Daniel J. Pilla is a tax litigation consultant in St. Paul, Minnesota, and the author, most recently, of How to Fire the IRS (Winning Publications).

Flat-Out Better

By Bruce Bartlett

The best tax reform that could be enacted by Congress would be to adopt the Hall-Rabushka flat-rate tax proposal. Named for economists Robert Hall and Alvin Rabushka of Stanford's Hoover Institution, the Hall-Rabushka proposal was first put forward in a Wall Street Journal article on December 10, 1981, and has since been elaborated in three editions of their book, The Flat Tax. The most recent edition has just been published by the Hoover Institution Press. Versions of the Hall-Rabushka plan have been sponsored by Rep. Dick Armey (R-Tex.) and Sens. Richard Shelby (R-Ala.), Larry Craig (R-Idaho), and Arlen Specter (R-Penn.).

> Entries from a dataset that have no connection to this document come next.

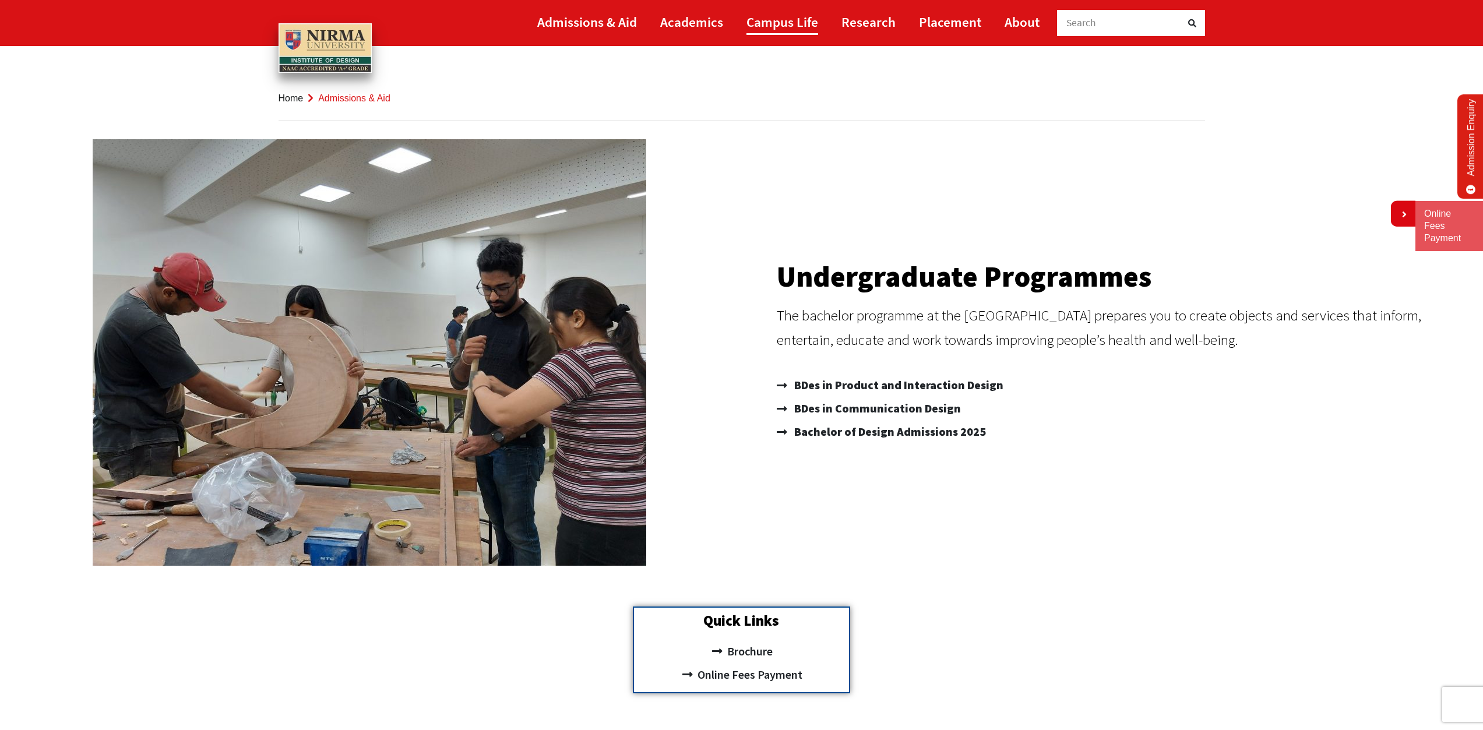 This screenshot has height=730, width=1483. What do you see at coordinates (950, 22) in the screenshot?
I see `a: Placement` at bounding box center [950, 22].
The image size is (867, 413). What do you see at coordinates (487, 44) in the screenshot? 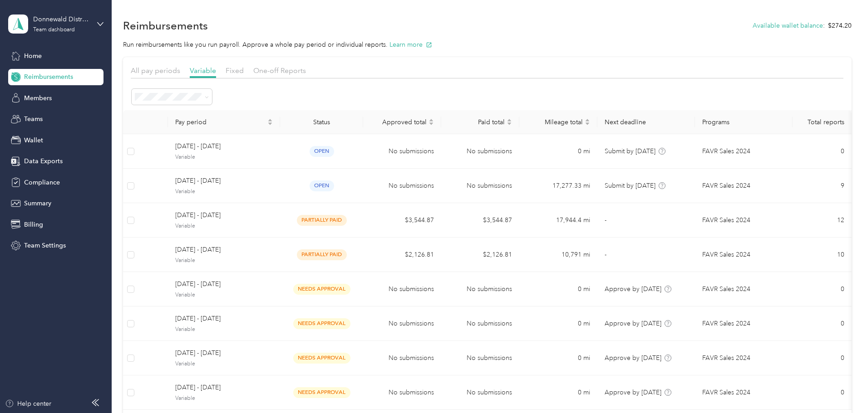
I see `p: Run reimbursements like you run payroll. Approve a whole pay period or individual reports.` at bounding box center [487, 44].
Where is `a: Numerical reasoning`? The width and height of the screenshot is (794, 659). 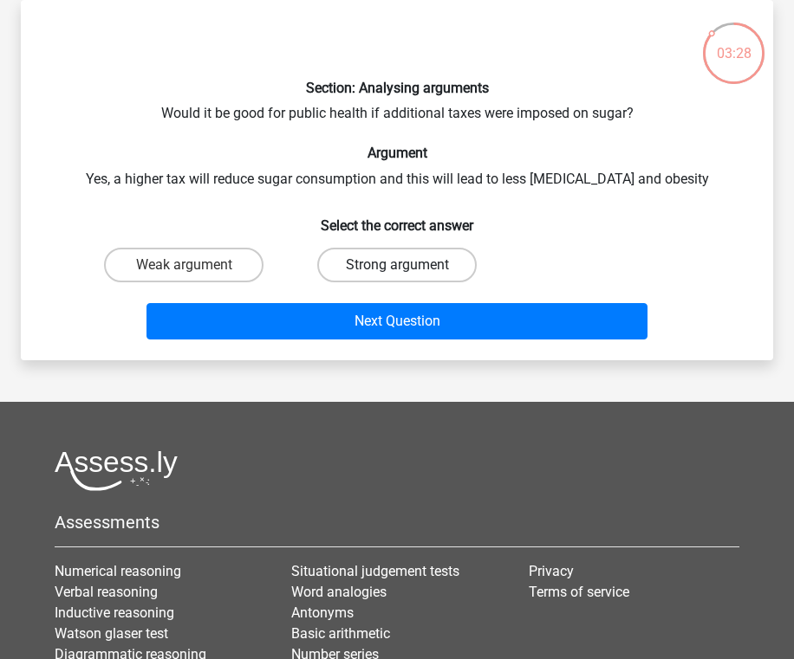 a: Numerical reasoning is located at coordinates (118, 571).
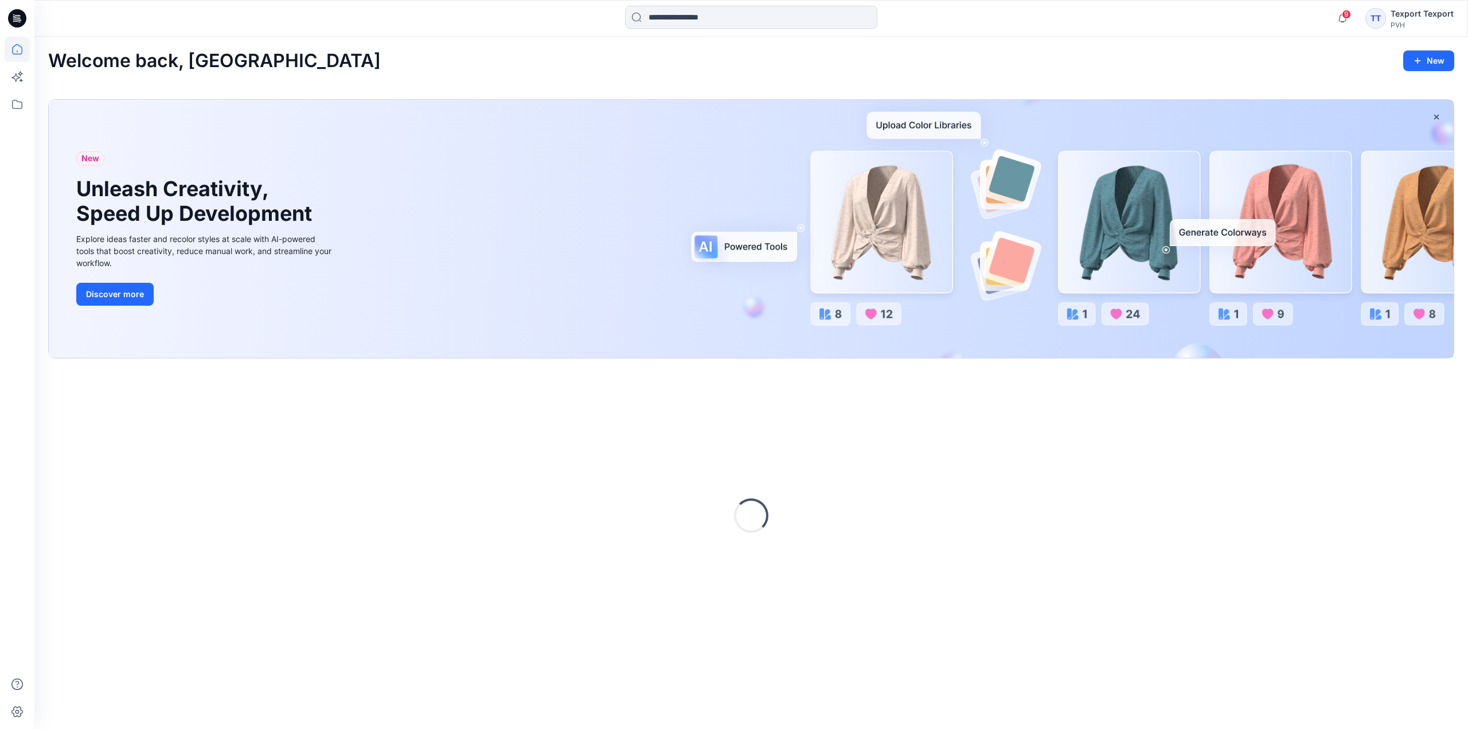 The height and width of the screenshot is (729, 1468). I want to click on button: New, so click(1428, 61).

In brief, the Hall-Rabushka plan would establish a single tax rate of 19 percent on all personal and business income. Businesses would be taxed on their gross revenue less cash wages, salaries, and pensions paid (but not benefits); purchases of goods, services, and materials used in business; and all capital equipment, structures, and land. Individuals would be taxed on their wages, salaries, and pensions received, less a large family allowance. A family of four would have to earn $25,500 per year before it paid any income tax. Note that individuals would pay no tax whatsoever on interest, dividends, or capital gains received. Moreover, the system is so simple that businesses and individuals alike would be able to file their tax returns on a form the size of a postcard.

Although they have always referred to their proposal as a flat tax, I prefer to think of it as a single-rate tax plan. This is because the central element of the Hall-Rabushka plan is to tax all income only once. And it is not truly a flat tax because those with higher incomes will pay higher effective tax rates, although the marginal rate will be the same for all.

The importance of this distinction gets at what I believe is the major problem with our current tax system, which is that some forms of income are taxed two, three, or more times while others are not taxed at all. Thus we have close to confiscatory rates on some forms of capital income, while a considerable portion of labor income--in the form of fringe benefits--is entirely free of tax.

In the aggregate, we tax less than half of all personal income. In 1992, personal income as defined by the Commerce Department came to $5.2 trillion, yet taxable income as defined by the IRS came to just $2.4 trillion. This means that in theory a 9.2-percent tax rate on all personal income would raise the same revenue that the individual income tax raises today at an effective rate of 19.2 percent, with marginal rates between 15 percent and 39.6 percent.

However, the effective tax rate on capital income can go far higher than 39.6 percent. Consider a dollar of increased corporate profit. Looking only at federal taxes, we first take off 35 percent corporate income tax. Then whatever is paid out to the corporation's owners--the shareholders--is taxed again up to a 39.6-percent rate. This adds up to better than a 60-percent tax on the original dollar of profit. But we aren't finished yet, because if the higher profit leads to a higher stock price, we tax that profit again when the stockholder sells his shares, even though the stock price merely reflects the discounted present value of the future profits that are already going to be taxed twice. The capital gains tax, therefore, in effect is a third layer of taxation, going up to 28 percent, on the same dollar of profit. If we factor in state and local taxes and inflation, it is not at all difficult to get tax rates on capital up over 100 percent.